The iPhone is a fully fledged computer in it’s right, but how does it compare against “real” computers?
The Key components in the original iPhone are:
- ARM1176JZF with TrustZone, with a clock at perhaps 600 MHz
- ARM Intelligent Energy Manager
- 16-kbyte/16-kbyte code/data cache
- Vector floating point coprocessor
- ARM Jazelle-enabled for embedded-Java execution
- SIMD high performance integer CPU with an eight-stage pipeline, capable of 675 Dhrystones/sec and 2.1 MIPS
- 0.45 mW/MHz power draw (with cache)
According to the Dhrystone Benchmark results from Roy Longbottom’s PC benchmark collection, that’s somewhere between a Pentium II (300 Mhz) & a AMD K62 (500 Mhz). Â But of course, the iPhone 3GS is more powerful and faster…
Wikipedia lists the MIPS for the ARM6 (in the regular iPhone) as being
740 MIPSÂ 532-665 MHz and the ARM7 (in the iPhone GS) at being 2000
MIPS at 600 MHz. However, I believe Apple underclocks the chip speed
to just 400 Mhz, so I’ll assume a 1257 MIPS rate.
So, a 933 Mhz G4 would be about 2200 MIPS vs. 1250 MIPS for the iPhone
3GS . Â So, if we take the MIPS/Mhz equation the other way, a G4 running at
534 Mhz would be around as fast a processor as the iPhone 3GS. The
original Power Macs G4 were 400Mhz, 450Mhz, and 500Mhz in 1999. That
would make your iPhone pretty much the equivalent of the top of the
line 1999 Power Mac G4.
And, the Power Mac G4 came with 256Mb of memory (compatible with the
iPhone 3GS) and only a 10Gb to 27Gb hard drive, so a 32Gb iPhone would
contain a lot more space.  So, the iPhone 3GS is pretty much equivalent to a ten year old, top of the line Macintosh computer.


§ **TASK PROMPT**
In the records below, find each line with the word "left" and copy it.

§ **DATA FOR REVIEW**
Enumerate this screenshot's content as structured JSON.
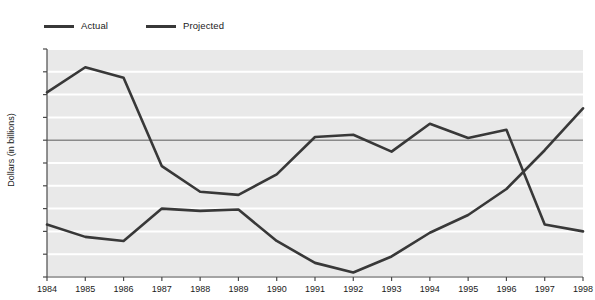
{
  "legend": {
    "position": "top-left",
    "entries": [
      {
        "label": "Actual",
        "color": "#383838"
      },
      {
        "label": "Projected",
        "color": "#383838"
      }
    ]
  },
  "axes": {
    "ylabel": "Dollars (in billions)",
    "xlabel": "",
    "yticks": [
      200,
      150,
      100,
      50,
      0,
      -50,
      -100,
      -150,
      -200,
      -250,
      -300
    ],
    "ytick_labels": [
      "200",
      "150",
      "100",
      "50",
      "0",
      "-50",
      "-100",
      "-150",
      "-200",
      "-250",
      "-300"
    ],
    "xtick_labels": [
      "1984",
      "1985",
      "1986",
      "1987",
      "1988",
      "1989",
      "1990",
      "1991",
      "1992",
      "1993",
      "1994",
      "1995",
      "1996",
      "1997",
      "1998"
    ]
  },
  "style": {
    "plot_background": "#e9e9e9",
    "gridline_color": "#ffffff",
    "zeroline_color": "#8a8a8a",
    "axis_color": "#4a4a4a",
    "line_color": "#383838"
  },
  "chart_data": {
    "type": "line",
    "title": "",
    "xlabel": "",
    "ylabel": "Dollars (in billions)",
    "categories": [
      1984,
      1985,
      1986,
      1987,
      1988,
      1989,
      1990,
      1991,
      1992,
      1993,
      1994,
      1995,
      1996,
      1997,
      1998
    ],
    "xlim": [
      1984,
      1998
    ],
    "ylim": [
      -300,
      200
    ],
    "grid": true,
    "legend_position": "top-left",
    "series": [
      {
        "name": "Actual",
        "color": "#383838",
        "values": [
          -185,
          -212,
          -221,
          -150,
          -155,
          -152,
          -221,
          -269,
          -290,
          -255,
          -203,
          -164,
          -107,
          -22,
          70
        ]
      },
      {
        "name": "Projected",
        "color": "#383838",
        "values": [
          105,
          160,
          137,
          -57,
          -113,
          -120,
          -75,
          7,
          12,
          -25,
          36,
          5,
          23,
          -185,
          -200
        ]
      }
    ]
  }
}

---

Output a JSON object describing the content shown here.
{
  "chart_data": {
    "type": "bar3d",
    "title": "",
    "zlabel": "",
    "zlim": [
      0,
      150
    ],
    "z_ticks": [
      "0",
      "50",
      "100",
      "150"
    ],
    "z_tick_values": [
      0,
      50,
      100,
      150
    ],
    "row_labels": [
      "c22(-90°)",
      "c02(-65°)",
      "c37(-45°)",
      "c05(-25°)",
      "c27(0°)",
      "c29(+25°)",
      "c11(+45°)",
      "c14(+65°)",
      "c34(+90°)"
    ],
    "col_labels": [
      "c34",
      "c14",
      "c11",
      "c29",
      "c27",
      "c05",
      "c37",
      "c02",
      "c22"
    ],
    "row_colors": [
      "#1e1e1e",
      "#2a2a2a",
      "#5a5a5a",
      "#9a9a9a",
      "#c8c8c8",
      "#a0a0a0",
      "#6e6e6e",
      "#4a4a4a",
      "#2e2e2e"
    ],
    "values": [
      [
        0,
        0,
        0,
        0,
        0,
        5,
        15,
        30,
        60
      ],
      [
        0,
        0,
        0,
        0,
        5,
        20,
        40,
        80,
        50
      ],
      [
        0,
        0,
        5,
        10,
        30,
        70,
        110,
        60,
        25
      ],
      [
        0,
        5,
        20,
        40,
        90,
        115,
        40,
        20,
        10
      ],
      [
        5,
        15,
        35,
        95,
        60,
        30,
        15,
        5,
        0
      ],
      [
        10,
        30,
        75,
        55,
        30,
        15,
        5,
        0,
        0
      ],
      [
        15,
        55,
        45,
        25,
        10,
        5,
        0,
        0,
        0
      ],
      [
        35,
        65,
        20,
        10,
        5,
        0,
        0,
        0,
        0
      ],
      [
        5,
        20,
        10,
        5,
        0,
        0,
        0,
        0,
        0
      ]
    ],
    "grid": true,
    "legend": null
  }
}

§ **REPLY TO THE EXERCISE**
    "position": "top-left",
    "legend_position": "top-left",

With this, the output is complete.